Now, one popular feature that Turbo doesn't have is parallax. Parallax is the effect that is applied to background photos where their appearance changes as the customer scrolls down the page. I'm personally not a fan of parallax in an ecommerce store as it takes the customer's focus off of the products and instead focuses them on the sizzle factor of that parallax effect. So Turbo meets my needs because I'm not a fan of Parallax, but if you want parallax, there are other themes out there for you. Now no theme is perfect. Here are some of the common things that I make changes to on the Turbo theme.

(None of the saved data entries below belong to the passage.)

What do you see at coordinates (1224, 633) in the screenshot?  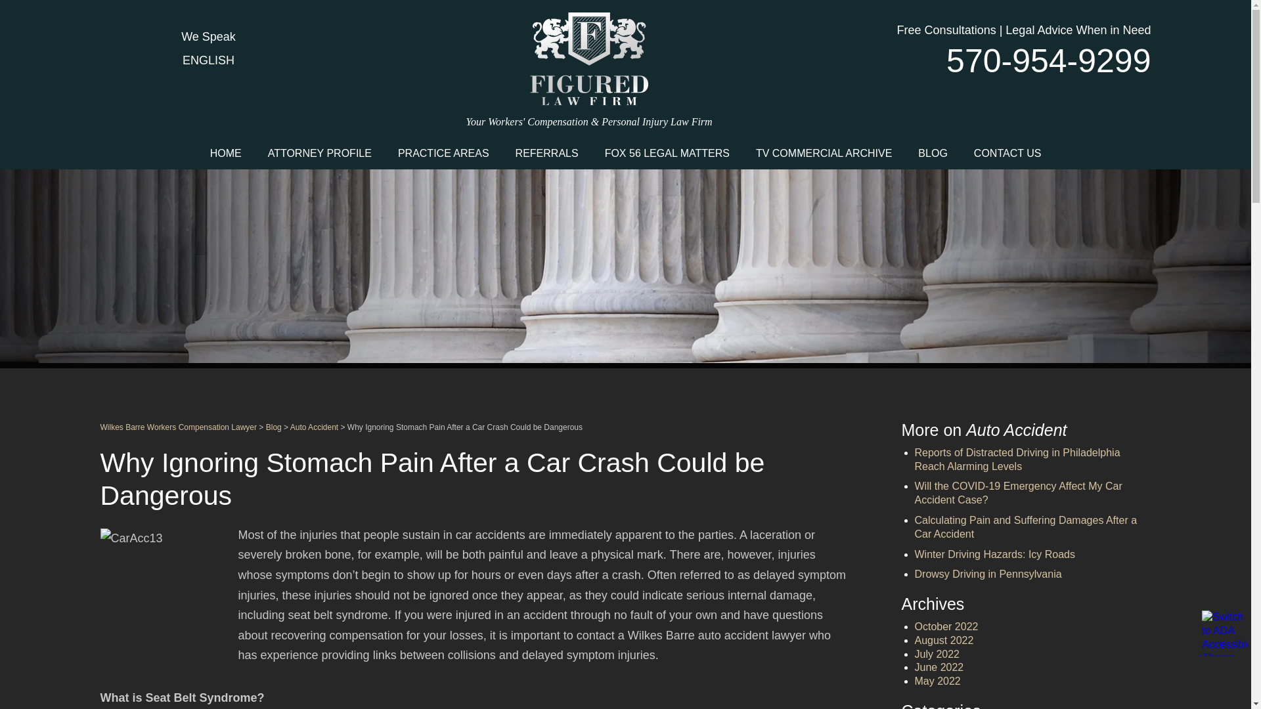 I see `Switch to ADA Accessible Theme` at bounding box center [1224, 633].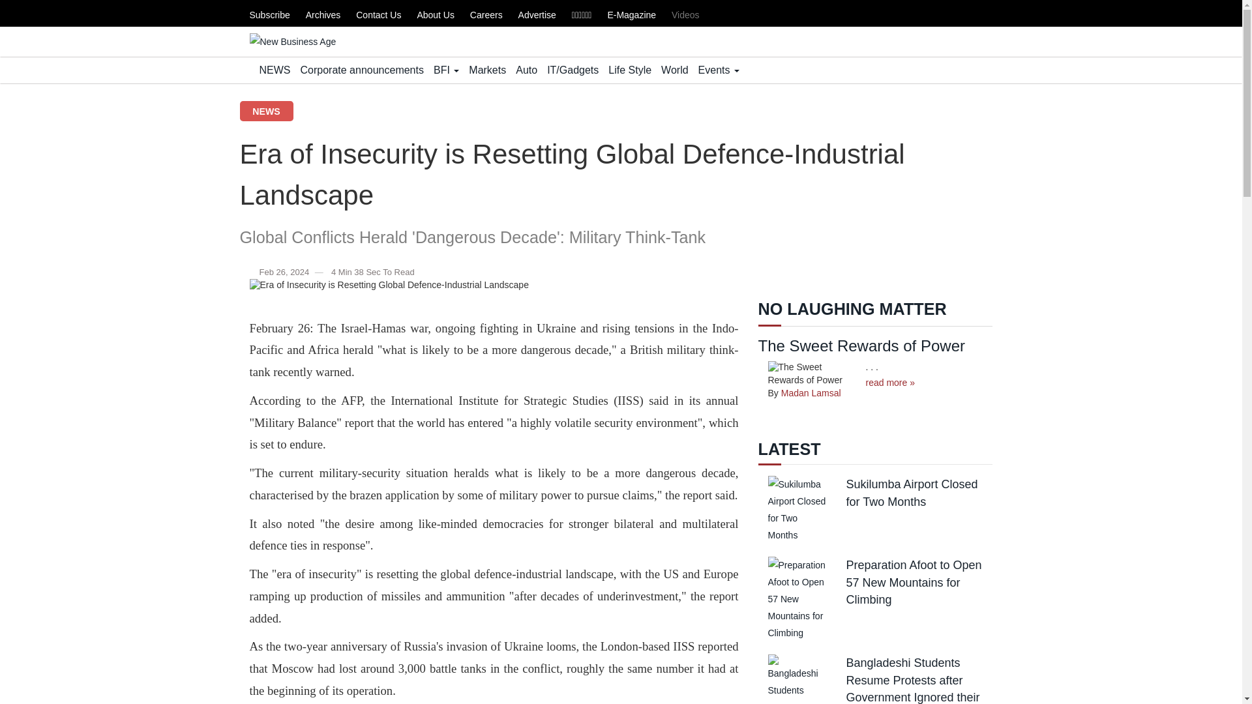  Describe the element at coordinates (537, 15) in the screenshot. I see `Advertise` at that location.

The first one is a turbo allows for full-width banners, which is a really nice design element and those banners can even go under the main Nav for a full-screen effect on desktop. But the layout on mobile is not nearly as sexy. The banner becomes very small. It's so small that the text that was overlaid over the banner image on the desktop is no longer overlaid on the image and instead placed underneath it. So a lot of times I have to go in and edit the theme to allow for a mobile version of the banner image.

Turbo touts itself, as you can see in the name, as a fast performing theme. It has two modes called Sport and Ludicrous, which I assume it borrowed from Tesla. But I find that the ludicrous mode, which is the faster one, is incompatible with most of the common apps that I add to stores. So I always disable ludicrous mode. The second I install the turbo theme.

And the last thing that I spend a lot of time fixing or editing in the Turbo theme is some of the color customization out of the box. Turbo gives you a lot of control over color. So you can specify that these types of links get this color and when they get, you know, hover, they get that other color and it's really nice that you can do that. But there are a couple of places where you can't control the color. So if you've got a rich color scheme that you're using in your site, there's a couple of places that you can't, inside of theme customization, add your color scheme to the theme. You have to manually go into the code level and change it there.

Now Turbo was only available through their website and I'll include a link to that in the show notes. It is the most expensive theme out there at $350. But it's well worth the cost. And a side note is that their website's a bit confusing. So like when you're on the site looking at the turbo theme, it looks like there are five different versions of the Turbo theme, like Portland, Seoul, and a few other city names. But in fact, there's only one version. If you go to any one of those five, you download the exact same version of Turbo and those different city names, those are just different preset styles that you can select. So it'll pick different typographic and color settings for you automatically. But all of those different versions are actually the same Turbo. So just download any one of them and you've got the Turbo that we're talking about here.

So in summary, picking a theme can be really easy. The best theme out there today is the Turbo theme as it is the most feature rich theme available. So unless you must have a feature that is only available in another theme, my recommendation is to go with Turbo.

Thanks for listening.


JadePuma is a certified Shopify Expert. If you need any help with your Shopify store, we can help.